As you'd expect, though, the primary Walkman format for the past five years has been digital audio players with hard disks or flash memory. Like all other portable music players, this form of Walkman (technically dubbed the Network Walkman) has had its lunch thoroughly nabbed and devoured by the iPod, with no sign yet of a respite. But it soldiers on, keeping the Walkman name on its feet and offering maverick audiophiles a few features that the iPod doesn't.

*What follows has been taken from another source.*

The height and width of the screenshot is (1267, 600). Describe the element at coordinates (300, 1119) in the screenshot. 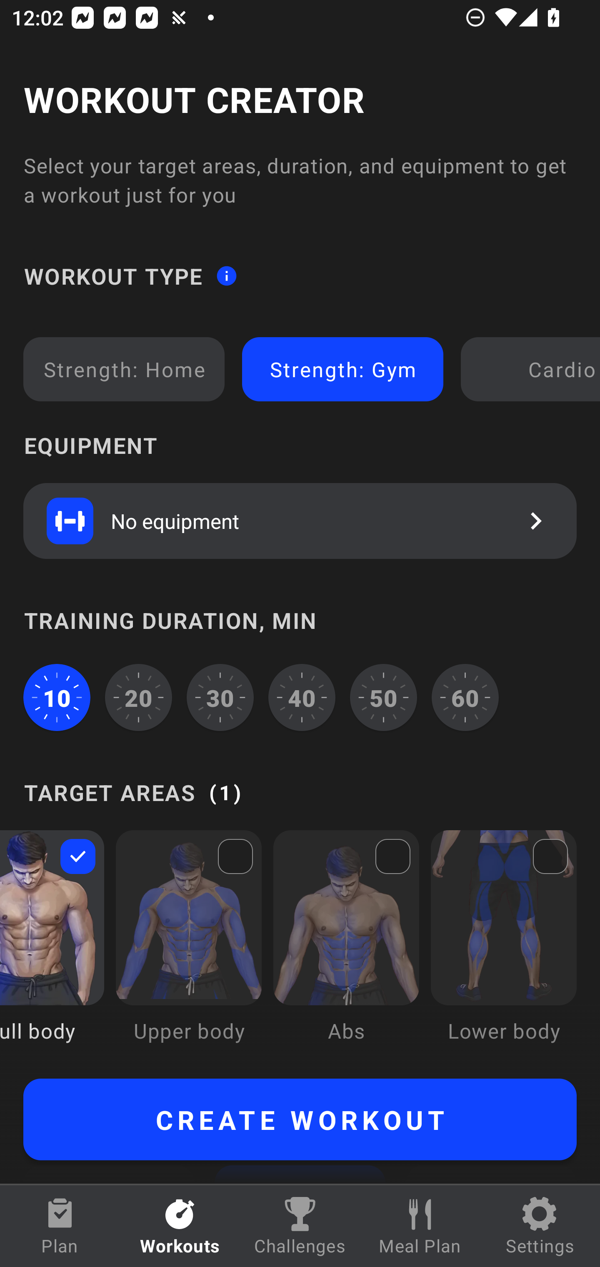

Sony recently announced several new configurations in the S Series of Walkmans, including the S730F. The player carries forth the S700 series' key feature, noise cancellation (which requires use of the included headphones). Hit a switch at the bottom of the unit, and the Walkman will digitally filter out 3/4 of the surrounding noise, letting you play your music at a comfortably modest volume even in noisy environments. (Or just use the feature without music, to reduce noise during study or sleep.) A nice added ability: you can use noise cancellation while an external sound source plays through the Walkman via its audio input. Sony suggests it's a good way to enjoy a standard in-flight video system, with the Walkman cutting out engine noise.
The Walkman's iPod-like aluminum body is only 7.5-mm thick - the thinnest in Walkman history, says Sony. (That's still over a millimeter thicker than the new iPod nano, and at 46 grams, almost 10 grams heavier.) The vertically-oriented, two-inch 320x240 screen is similar to the nano's. Video playback (MPEG-4, H.264 AVC, WMV) is a decent 30 fps, and uses the screen held sideways.
Supported audio formats include MP3, WMA, AAC, HE-AAC, and Sony's own ATRAC. The Walkman wants to add some automation to your music selection: it analyzes music tracks and automatically creates "channels" such as Active, Relax, Slow Ballad, Sofa Lounge, and Extreme, to match your listening mood. Sony says it's the first such intelligent channel creation in a portable device - though Apple just undid that claim, if its new iPods' "Genius" playlist feature counts as the same thing.
Still, the Walkman gets to boast of its noise cancellation, and a few more capabilities that surpass the iPod: FM radio, the ability to record music directly from MD or CD, the ability to record video directly from TV or camera (requires separate docking station), the ability to snag video from BluRay disc recorders (BDZ-A70/X95/X100 models), and 40-hour playback time for MP3 audio, 10 hours for video.
Available colors are red, gold, black, or pink. Expected prices are JPY27,000 for 16GB memory (NW-S739F), 21,000 for 8GB (NW-S738F), and JPY17,000 for 4GB (NW-S736F).